We decided to homeschool and I'll admit I went a little wild. I wanted everything at the teacher store. I bought texts workbooks at used book stores, Target, Office Max and more. I got write on/ wipe of cards for various skills, (writing letters, money, addition, subtraction, color words, animal words and more). I bought my daughter a desk. My brother in law gave her a computer her cousin outgrew. We spent way too much on educational games computer, card and board. But with in weeks the books were piled on a shelf, the games were in the closet and the wipe off cards had acquired permanent drawings that had nothing to do with their original activities. The desk and the computer were gathering dust. Most of the computer games had too many fingerprints to work, or had been stepped on and broken.
It has been said time and time again, to check out your library and use the internet. The majority of the curriculum I actually used were downloaded for free from the internet or from books in the library.
My local library frowns on homeschoolers. I'll write about it someday, but not right now. But nearly all libraries will have useful books if you can broaden your mind to find uses for what you find. Whatever subject your child is interested in can be researched and used to form a viable curriculum.
As to the internet, it takes time, sometimes too much time, to find curriculum on the internet. Not because it is hard to find, (though it sometimes is), but because often there is so much out there and they so helpfully link to other sites. While the link may not have what I want right now but it has so many things that can be useful later. And those sites have links, which have links, and look it's 4 a.m.. I have over 650 MB of curriculum on my hard drive and that's just the last year or so.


- [EXERCISE AIM]
When the string "Blocked" is part of a line below, that line should be copied.

- [AVAILABLE DATA]

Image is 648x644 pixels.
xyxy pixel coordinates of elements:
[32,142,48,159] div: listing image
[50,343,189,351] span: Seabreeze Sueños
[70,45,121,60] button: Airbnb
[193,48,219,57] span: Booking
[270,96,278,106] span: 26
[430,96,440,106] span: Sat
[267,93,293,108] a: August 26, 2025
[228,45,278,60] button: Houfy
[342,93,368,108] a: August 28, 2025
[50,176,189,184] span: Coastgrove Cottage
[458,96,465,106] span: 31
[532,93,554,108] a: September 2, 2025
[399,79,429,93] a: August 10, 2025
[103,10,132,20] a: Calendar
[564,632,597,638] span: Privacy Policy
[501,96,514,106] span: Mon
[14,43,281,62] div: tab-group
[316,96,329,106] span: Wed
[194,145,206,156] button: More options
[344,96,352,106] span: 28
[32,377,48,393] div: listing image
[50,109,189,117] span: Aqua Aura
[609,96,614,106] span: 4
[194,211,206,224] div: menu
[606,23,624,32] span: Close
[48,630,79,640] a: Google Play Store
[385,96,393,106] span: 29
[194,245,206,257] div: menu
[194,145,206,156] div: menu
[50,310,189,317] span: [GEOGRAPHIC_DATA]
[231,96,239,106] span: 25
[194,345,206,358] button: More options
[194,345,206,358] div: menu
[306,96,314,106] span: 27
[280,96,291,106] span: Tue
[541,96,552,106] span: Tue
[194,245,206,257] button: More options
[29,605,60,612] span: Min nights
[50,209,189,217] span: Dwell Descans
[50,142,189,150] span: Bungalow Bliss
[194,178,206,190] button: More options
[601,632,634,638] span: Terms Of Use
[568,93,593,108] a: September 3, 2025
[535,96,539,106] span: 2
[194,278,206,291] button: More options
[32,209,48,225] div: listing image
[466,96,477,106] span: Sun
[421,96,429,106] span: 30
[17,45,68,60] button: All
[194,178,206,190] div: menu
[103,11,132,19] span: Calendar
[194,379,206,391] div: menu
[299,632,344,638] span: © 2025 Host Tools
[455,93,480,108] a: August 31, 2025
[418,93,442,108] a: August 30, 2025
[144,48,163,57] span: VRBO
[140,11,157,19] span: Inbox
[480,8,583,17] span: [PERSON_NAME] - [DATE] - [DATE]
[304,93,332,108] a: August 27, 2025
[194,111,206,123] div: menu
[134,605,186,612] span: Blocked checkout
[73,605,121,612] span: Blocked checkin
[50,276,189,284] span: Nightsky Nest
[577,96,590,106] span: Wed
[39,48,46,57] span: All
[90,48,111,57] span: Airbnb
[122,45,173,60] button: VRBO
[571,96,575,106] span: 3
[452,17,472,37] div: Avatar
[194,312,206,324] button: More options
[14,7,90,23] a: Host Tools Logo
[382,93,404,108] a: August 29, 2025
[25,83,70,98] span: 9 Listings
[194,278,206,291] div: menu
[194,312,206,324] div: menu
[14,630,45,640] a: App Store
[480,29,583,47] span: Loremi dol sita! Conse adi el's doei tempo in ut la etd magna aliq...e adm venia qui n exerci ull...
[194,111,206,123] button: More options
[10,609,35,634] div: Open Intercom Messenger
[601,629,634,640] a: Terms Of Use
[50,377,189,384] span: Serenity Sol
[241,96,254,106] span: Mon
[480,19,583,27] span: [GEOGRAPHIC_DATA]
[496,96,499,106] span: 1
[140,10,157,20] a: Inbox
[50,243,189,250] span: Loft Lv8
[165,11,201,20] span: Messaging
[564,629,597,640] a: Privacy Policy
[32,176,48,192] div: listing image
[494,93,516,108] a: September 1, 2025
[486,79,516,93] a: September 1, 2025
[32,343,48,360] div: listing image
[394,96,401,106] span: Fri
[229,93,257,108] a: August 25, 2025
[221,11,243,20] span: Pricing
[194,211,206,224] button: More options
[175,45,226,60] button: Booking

- [EXERCISE OUTPUT]
[134,605,186,612] span: Blocked checkout
[73,605,121,612] span: Blocked checkin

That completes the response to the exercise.